The Deputy PM gets caught in the party’s divisions over benefit cuts.

By Rachel Cunliffe

Another week with Angela Rayner in the spotlight at PMQs – and another minefield of intense government awkwardness for the Deputy Prime Minister to navigate. Last week, Keir Starmer was in Canada for the G7 and it was Labour’s U-turn over a national inquiry into the grooming gangs scandal that was the headline topic, hence shadow home secretary Chris Philp filling in for Kemi Badenoch. This week, with Starmer in The Hague for a Nato summit, the shadow chancellor Mel Stride took the starring role, focusing on the issue threatening to annihilate the government’s supposedly unassailable majority: welfare reform.

As Megan Kenyon wrote this morning, the rebellion over disability benefit cuts has snowballed, with nearly a third of Labour MPs publicly backing an amendment that would wreck the bill – to say nothing of those who harbour doubts in private. The scale of the revolt has taken the government by surprise, and rebels have been met by a frantic campaign of threats and pleading, with the suggestion (denied by No 10) that this amounts to a confidence vote in the Prime Minister. There has been speculation the government will have no choice to but to pull the vote on 1 July – something Rayner explicitly denied in the session today.

All of this puts the Conservatives in an unusually powerful position. The opposition party is ideologically supportive of the government’s welfare reforms: its criticism is that it doesn’t go far enough. Last night, Badenoch dangled the prospect of Tory votes to help get the legislation through, albeit with some strings attached that the government would never accept (namely, ruling out any further tax rises – more on that in a moment). One can imagine the furious head-to-head Badenoch would have had with Starmer, accusing him of being too weak a leader to get his own reforms through.

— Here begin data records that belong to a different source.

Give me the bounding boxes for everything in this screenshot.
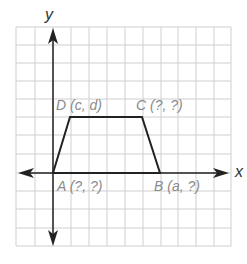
y-axis-label: y — [45, 7, 53, 23]
vertex-label-b: B (a, ?) — [154, 179, 200, 193]
coordinate-plane — [0, 0, 247, 264]
vertex-label-a: A (?, ?) — [57, 179, 102, 193]
x-axis-label: x — [235, 164, 243, 180]
grid — [16, 27, 231, 246]
vertex-label-d: D (c, d) — [56, 98, 102, 112]
vertex-label-c: C (?, ?) — [136, 98, 183, 112]
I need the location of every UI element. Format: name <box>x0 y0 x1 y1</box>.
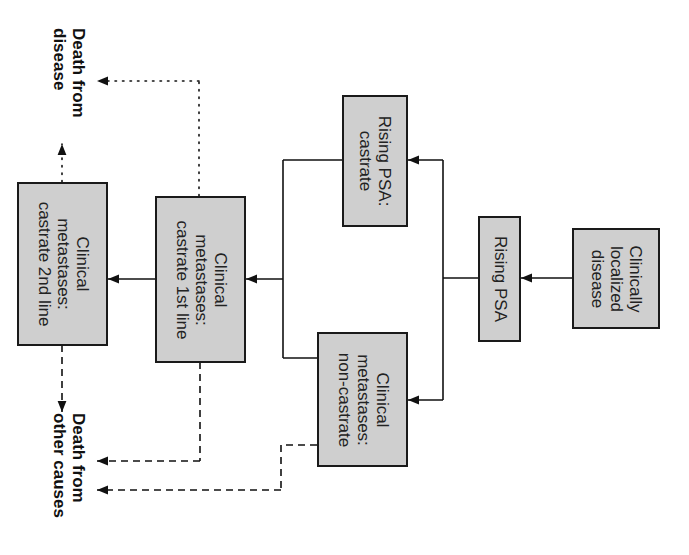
label-line: non-castrate <box>334 352 353 447</box>
label-line: castrate 1st line <box>172 220 191 339</box>
label-line: Clinically <box>626 245 645 312</box>
node-clinical-metastases-non-castrate: Clinical metastases: non-castrate <box>317 332 408 467</box>
label-line: other causes <box>50 413 69 518</box>
label-line: Death from <box>69 413 88 518</box>
label-line: localized <box>607 245 626 312</box>
label-line: Rising PSA: <box>375 116 394 207</box>
node-label: Clinically localized disease <box>588 245 645 312</box>
label-line: metastases: <box>53 202 72 327</box>
label-line: metastases: <box>353 352 372 447</box>
label-line: disease <box>50 28 69 118</box>
node-label: Clinical metastases: castrate 1st line <box>172 220 229 339</box>
label-line: castrate 2nd line <box>34 202 53 327</box>
label-line: Clinical <box>372 352 391 447</box>
label-line: Clinical <box>210 220 229 339</box>
label-line: metastases: <box>191 220 210 339</box>
node-clinically-localized-disease: Clinically localized disease <box>572 228 660 329</box>
node-clinical-metastases-castrate-2nd-line: Clinical metastases: castrate 2nd line <box>17 182 108 346</box>
node-label: Rising PSA: castrate <box>356 116 394 207</box>
node-rising-psa-castrate: Rising PSA: castrate <box>342 95 408 227</box>
node-rising-psa: Rising PSA <box>478 216 521 342</box>
node-label: Rising PSA <box>490 236 509 322</box>
terminal-death-from-disease: Death from disease <box>50 28 88 118</box>
label-line: disease <box>588 245 607 312</box>
node-label: Clinical metastases: non-castrate <box>334 352 391 447</box>
terminal-death-from-other-causes: Death from other causes <box>50 413 88 518</box>
label-line: Death from <box>69 28 88 118</box>
label-line: castrate <box>356 116 375 207</box>
node-clinical-metastases-castrate-1st-line: Clinical metastases: castrate 1st line <box>155 196 246 363</box>
label-line: Rising PSA <box>490 236 509 322</box>
label-line: Clinical <box>72 202 91 327</box>
node-label: Clinical metastases: castrate 2nd line <box>34 202 91 327</box>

Stride took a different approach, making full use of the fact it was Rayner, not Starmer, before him. The Deputy Prime Minister comes from the soft-left wing of the party and has become something of a symbol (intentionally or not) of an alternative path this Labour government could take. Her leaked memo to Rachel Reeves in May regarding potential tax rises on the wealthy has only cemented this impression. Today, Rayner – who usually has no problem bringing the thunder – was standing at the despatch box defending a policy many suspect she has serious doubts about, as do her colleagues on the backbenches. Stride took full advantage of that.

“It is a pleasure to stand opposite the Right Honourable Lady,” Stride began. “Despite what many may think, we have a great deal in common, not least that we both viscerally disagree with the Chancellor’s tax policies.” He continued that, with regards to her taking the questions instead of Starmer, “I know there are many sitting behind her who wish this was a permanent arrangement.” Why, he wanted to know, did Rayner think the Labour rebels who oppose the welfare cuts were wrong?

Rayner did an OK job hitting all the government’s talking points and blaming the Conservatives for their record on supporting people into work – and, indeed, on tax rises. She returned to one of her favourite refrains: “I take no lectures.” But those who have watched her past performances could tell her heart wasn’t in it. The same applied to the benches behind her. Whereas the Prime Minister can usually enjoy a chorus of supportive roars and cheers during PMQs, Labour backbenchers were uncharacteristically silent. Rayner was on her own.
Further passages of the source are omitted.